Less than one day after COVID-19 vaccine requirements went into effect in Los Angeles County, demonstrators gathered outside Pacific Palisades High School to protest vaccine mandates in schools.
Gov. Gavin Newsom issued an order Oct. 1, requiring all California students to be vaccinated as soon as the FDA fully approves COVID-19 vaccines for their specific age groups. The FDA has already approved Pfizer for children ages 12 and older - meaning they will be the first group ordered to be fully vaccinated by July 1, 2022.
The mandate adds the COVID-19 vaccine to the existing list of required immunizations, including measles, rubella and mumps.
State health officials will allow personal belief and religious exemptions for those who refuse the vaccination, but many remain frustrated that the vaccination mandate exists at all - and call it “medical tyranny.”
Some state lawmakers disagree, and are looking to remove the exemption clause from the mandate.
“Anyone is entitled to their own personal belief, their own religious views,” State Sen. Scott Weiner told KNX.
“But when your personal views are putting other people at risk of sickness and death, that’s where we have to draw the line.”
Medical exemptions are allowed, but after Jan. 1, 2021 they can only be issued through the California Immunization Registry by physicians licensed in California, according to the Shots For School website.

The requests will only be reviewed by the department of health if a school or child care facility’s immunization rate is below 95 percent, if either fails to provide reports of vaccination rates to the department or if one doctor writes five or more exemptions per year.
Sen. Richard Pan, who authored the 2015 law that eliminated personal belief exemptions for required vaccines, said vaccines aren’t about control, they’re about avoiding school closures.
“We don’t want schools closing down or classes in quarantine,” Pan told the L.A. Times. “If you have a loophole or gap that allows too many students to remain unvaccinated, then you won’t have a school that is safe where students can learn. We have already had enough disruptions.”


• [Exercise aim]: Make a verbatim copy of all the records. Skip every image.
——————
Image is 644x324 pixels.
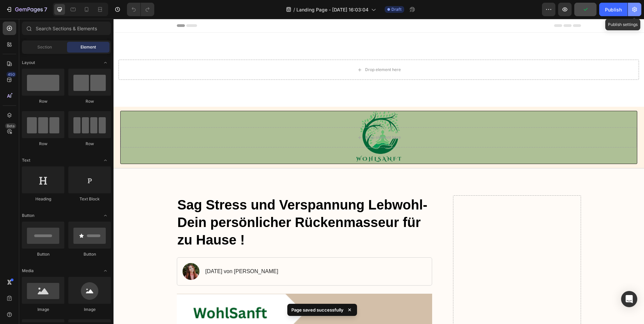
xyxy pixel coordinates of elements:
[69,244,86,261] img: gempages_581788137345254156-12592042-21b8-49cc-a72f-ae247111eb49.webp
[22,306,64,312] div: Image
[100,57,111,68] span: Toggle open
[22,60,35,66] span: Layout
[63,176,319,230] h1: Sag Stress und Verspannung Lebwohl-Dein persönlicher Rückenmasseur für zu Hause !
[113,19,644,324] iframe: Design area
[68,141,111,147] div: Row
[100,155,111,166] span: Toggle open
[391,6,402,12] span: Draft
[605,6,622,13] div: Publish
[100,265,111,276] span: Toggle open
[22,98,64,104] div: Row
[22,22,111,35] input: Search Sections & Elements
[100,210,111,221] span: Toggle open
[22,212,34,218] span: Button
[37,44,52,50] span: Section
[599,3,628,16] button: Publish
[252,48,287,53] div: Drop element here
[294,6,295,13] span: /
[68,306,111,312] div: Image
[292,306,344,313] p: Page saved successfully
[22,196,64,202] div: Heading
[5,123,16,129] div: Beta
[44,5,47,14] p: 7
[68,98,111,104] div: Row
[6,72,16,77] div: 450
[127,3,154,16] div: Undo/Redo
[621,291,637,307] div: Open Intercom Messenger
[68,251,111,257] div: Button
[22,157,30,163] span: Text
[297,6,369,13] span: Landing Page - [DATE] 16:03:04
[22,268,34,274] span: Media
[252,116,287,121] div: Drop element here
[22,251,64,257] div: Button
[92,249,165,256] p: [DATE] von [PERSON_NAME]
[3,3,50,16] button: 7
[80,44,96,50] span: Element
[68,196,111,202] div: Text Block
[22,141,64,147] div: Row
——————
• [Task solution]:
Image is 644x324 pixels.
xyxy pixel coordinates of elements:
[69,244,86,261] img: gempages_581788137345254156-12592042-21b8-49cc-a72f-ae247111eb49.webp
[22,306,64,312] div: Image
[100,57,111,68] span: Toggle open
[22,60,35,66] span: Layout
[63,176,319,230] h1: Sag Stress und Verspannung Lebwohl-Dein persönlicher Rückenmasseur für zu Hause !
[113,19,644,324] iframe: Design area
[68,141,111,147] div: Row
[100,155,111,166] span: Toggle open
[391,6,402,12] span: Draft
[605,6,622,13] div: Publish
[100,265,111,276] span: Toggle open
[22,98,64,104] div: Row
[22,22,111,35] input: Search Sections & Elements
[100,210,111,221] span: Toggle open
[22,212,34,218] span: Button
[37,44,52,50] span: Section
[599,3,628,16] button: Publish
[252,48,287,53] div: Drop element here
[294,6,295,13] span: /
[68,306,111,312] div: Image
[292,306,344,313] p: Page saved successfully
[22,196,64,202] div: Heading
[5,123,16,129] div: Beta
[44,5,47,14] p: 7
[68,98,111,104] div: Row
[6,72,16,77] div: 450
[127,3,154,16] div: Undo/Redo
[621,291,637,307] div: Open Intercom Messenger
[68,251,111,257] div: Button
[22,157,30,163] span: Text
[297,6,369,13] span: Landing Page - [DATE] 16:03:04
[22,268,34,274] span: Media
[252,116,287,121] div: Drop element here
[22,251,64,257] div: Button
[92,249,165,256] p: [DATE] von [PERSON_NAME]
[3,3,50,16] button: 7
[80,44,96,50] span: Element
[68,196,111,202] div: Text Block
[22,141,64,147] div: Row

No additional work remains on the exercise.